WHAT YOU ARE ASKED TO DO: Would you please set down, word for word, the lines from the one with "Identify the location of Collaboration" through the final line of the data below, omitting any pictures?

====

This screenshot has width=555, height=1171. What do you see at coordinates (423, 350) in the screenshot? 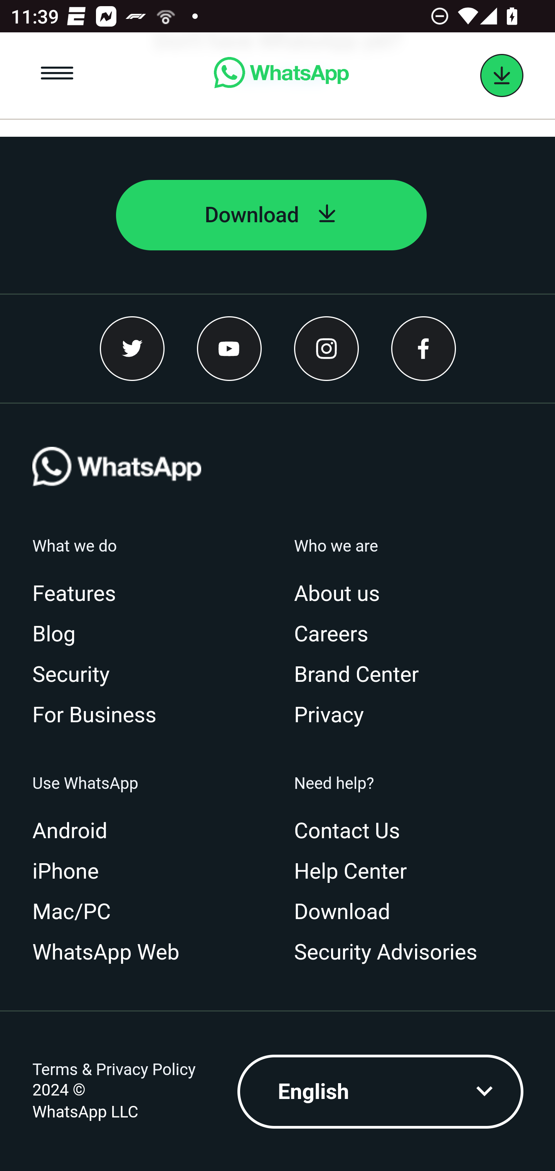
I see `Facebook` at bounding box center [423, 350].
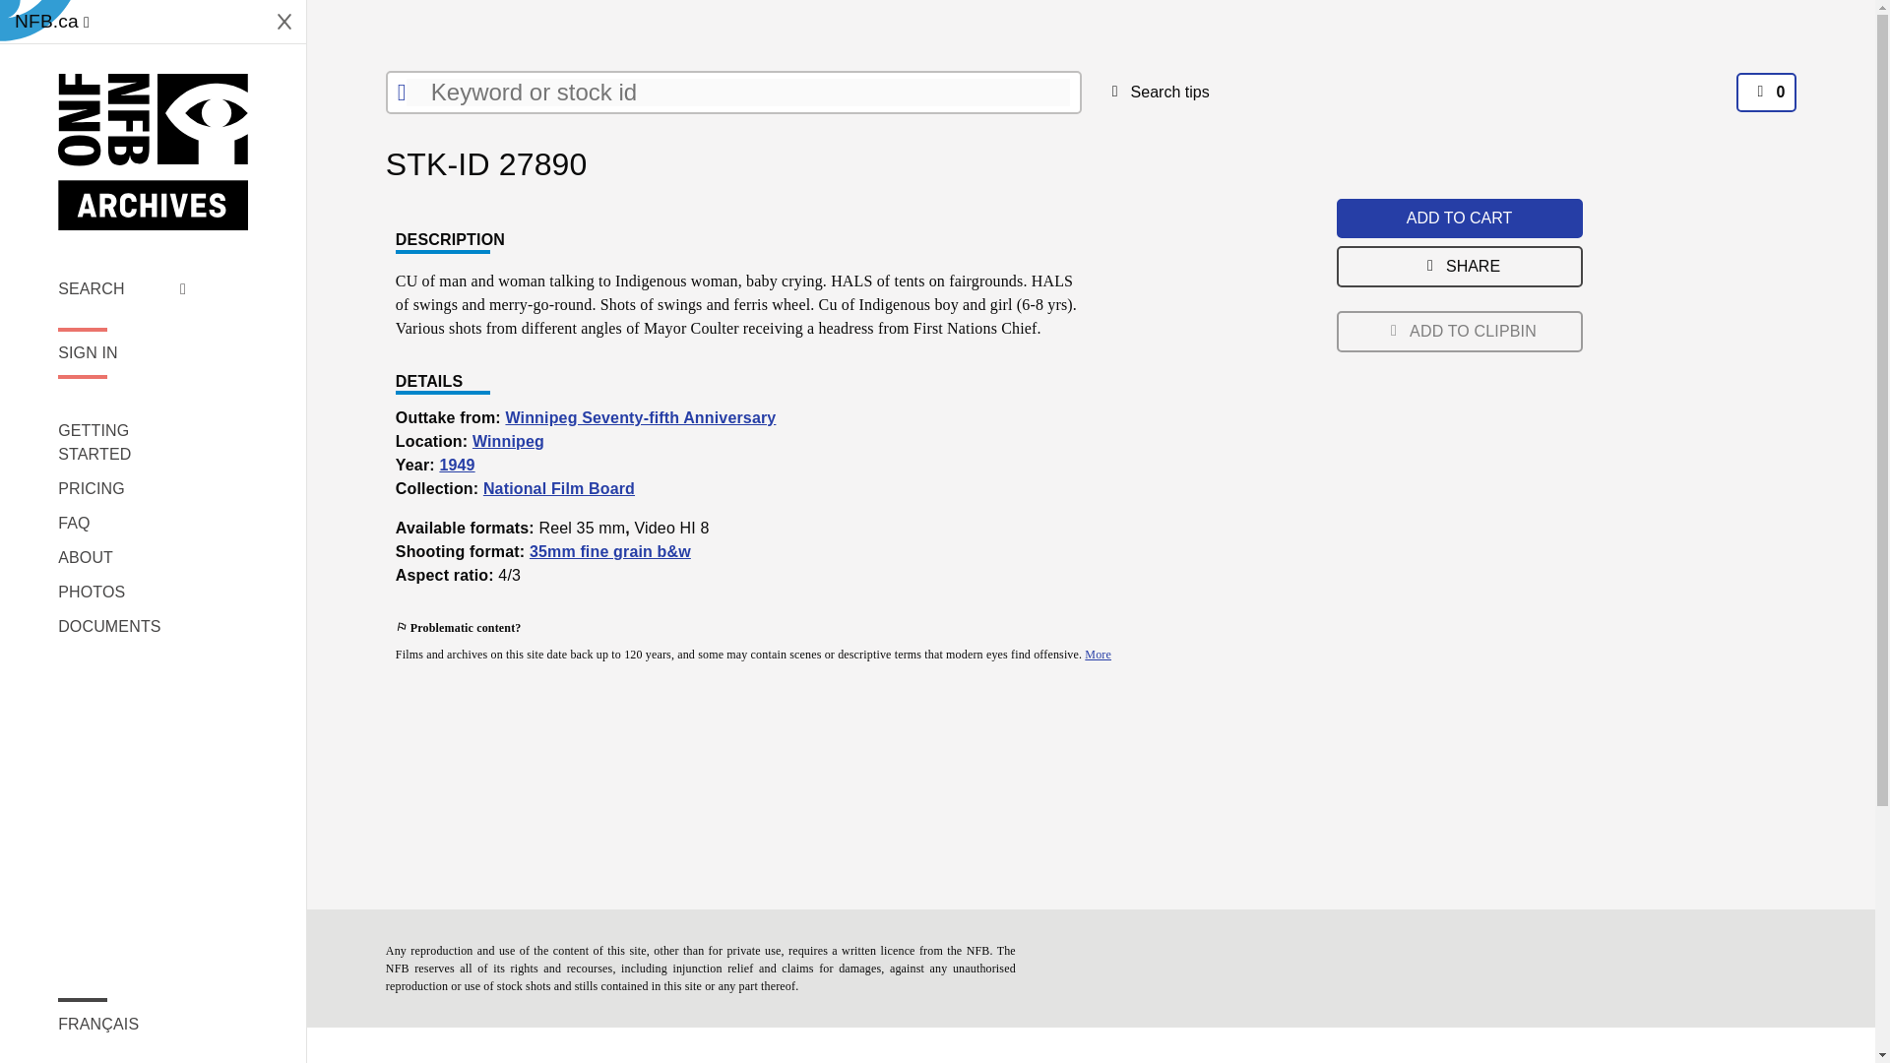 The image size is (1890, 1063). Describe the element at coordinates (122, 352) in the screenshot. I see `SIGN IN` at that location.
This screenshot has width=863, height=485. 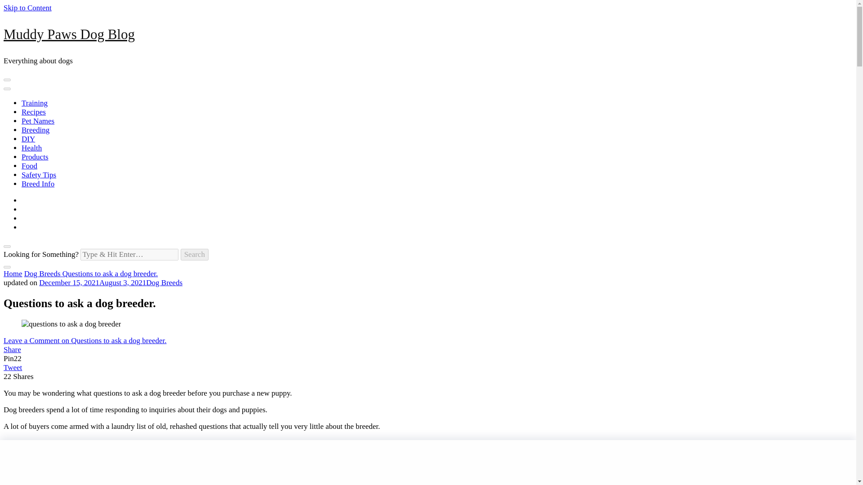 I want to click on Search, so click(x=194, y=254).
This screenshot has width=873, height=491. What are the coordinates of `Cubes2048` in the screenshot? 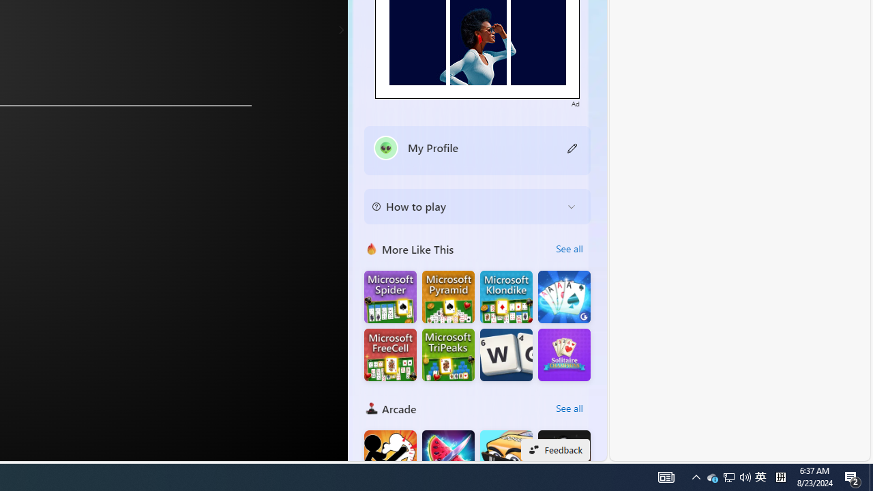 It's located at (506, 457).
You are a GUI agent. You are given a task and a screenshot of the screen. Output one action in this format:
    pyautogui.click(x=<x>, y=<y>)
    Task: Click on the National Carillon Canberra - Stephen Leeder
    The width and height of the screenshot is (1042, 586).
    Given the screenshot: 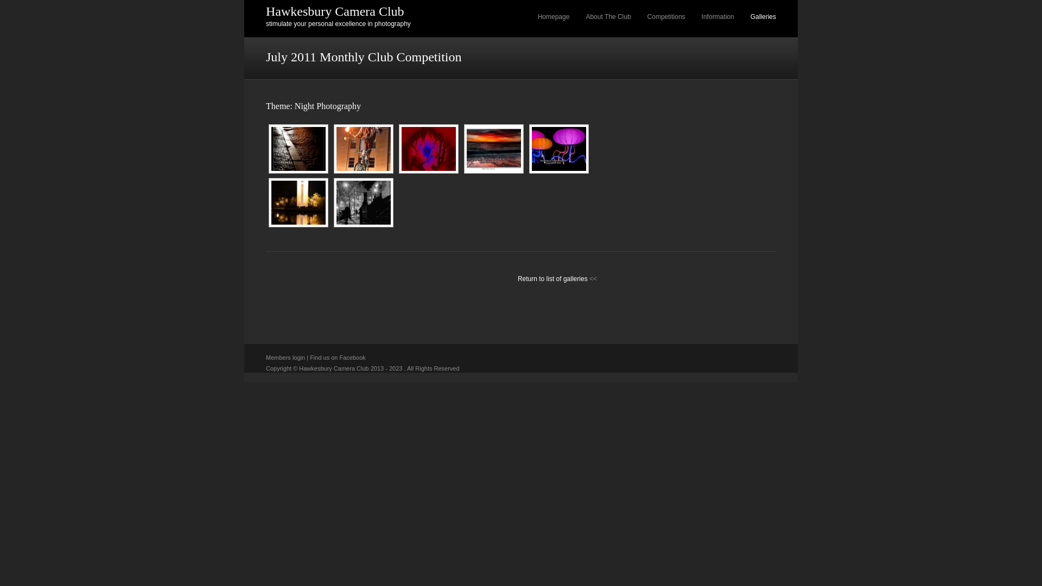 What is the action you would take?
    pyautogui.click(x=298, y=203)
    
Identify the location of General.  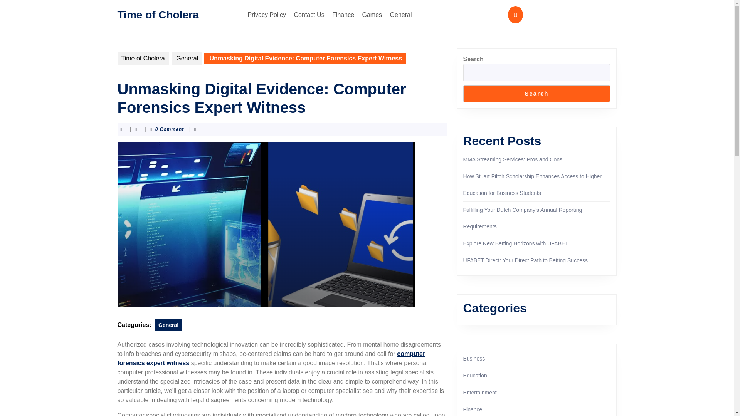
(168, 325).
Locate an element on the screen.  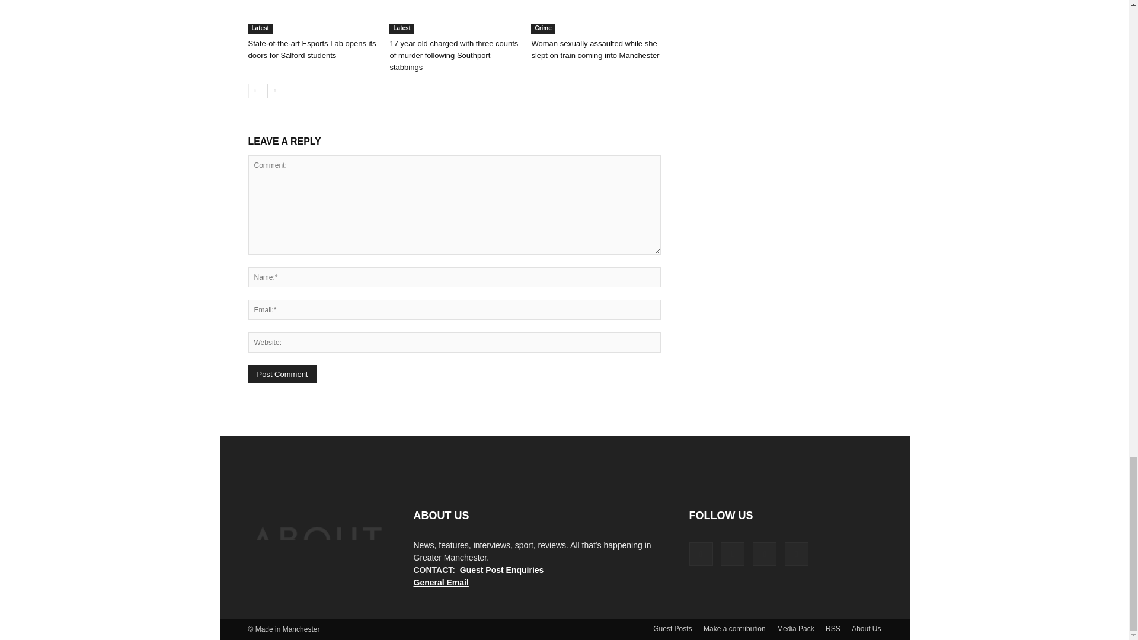
Post Comment is located at coordinates (282, 373).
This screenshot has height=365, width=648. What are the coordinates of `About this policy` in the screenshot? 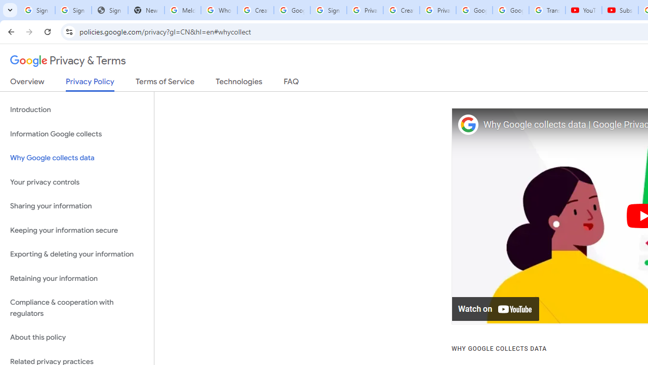 It's located at (77, 337).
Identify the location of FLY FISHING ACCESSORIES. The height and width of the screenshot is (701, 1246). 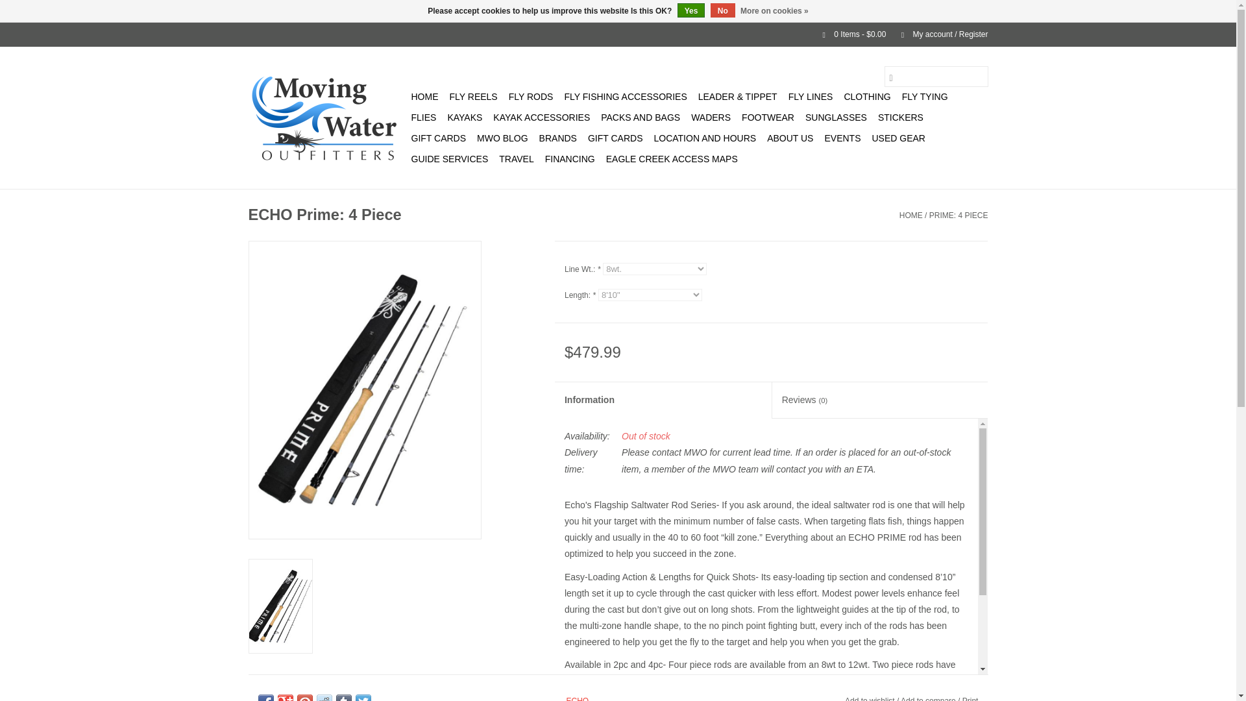
(624, 96).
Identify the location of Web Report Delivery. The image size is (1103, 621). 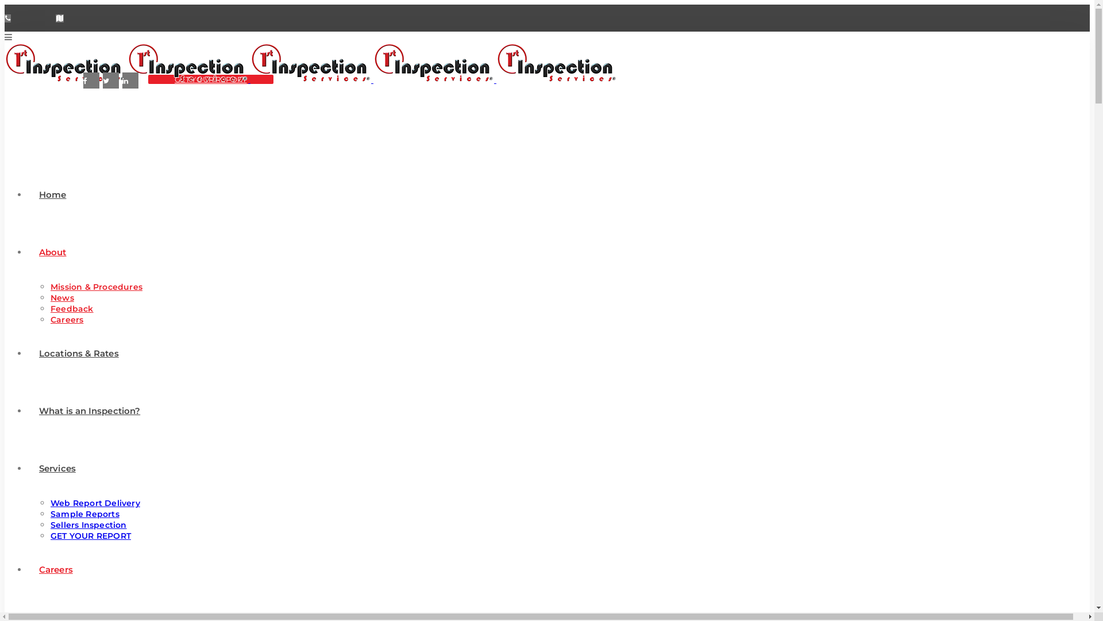
(95, 503).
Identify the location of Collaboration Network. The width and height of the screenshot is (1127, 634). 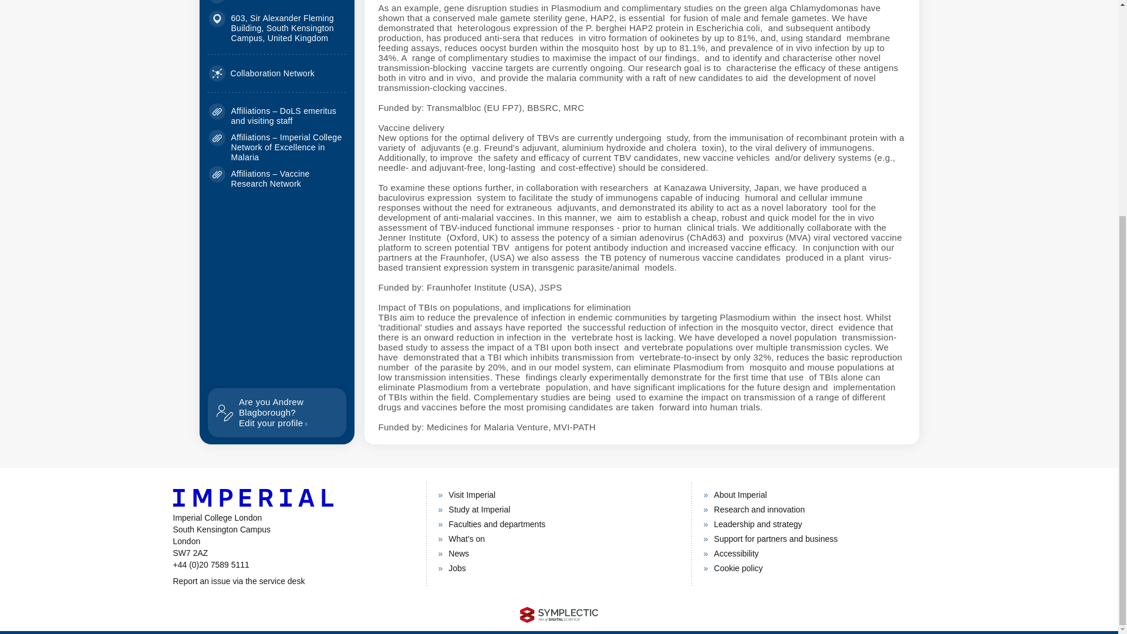
(559, 614).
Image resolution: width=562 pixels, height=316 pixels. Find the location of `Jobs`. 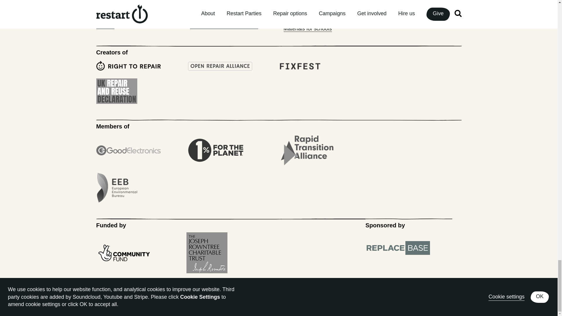

Jobs is located at coordinates (102, 6).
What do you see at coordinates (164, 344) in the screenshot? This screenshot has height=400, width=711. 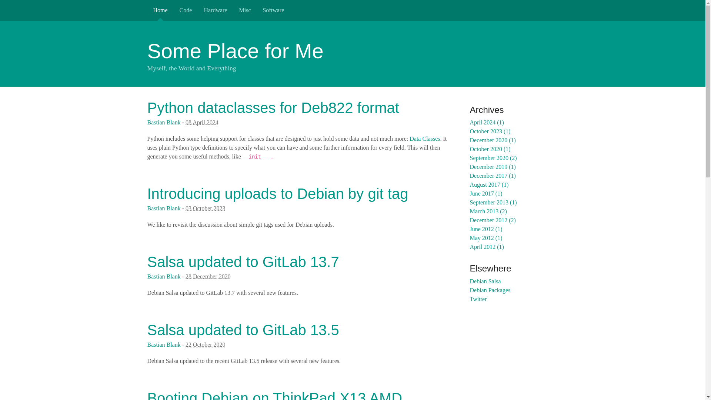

====

OUTPUT FOR THIS EXERCISE:
Identify the location of Collaboration Network. The width and height of the screenshot is (1127, 634). 
(559, 614).
Image resolution: width=562 pixels, height=316 pixels. Find the location of `Jobs`. 

Jobs is located at coordinates (102, 6).
What do you see at coordinates (164, 344) in the screenshot? This screenshot has height=400, width=711. 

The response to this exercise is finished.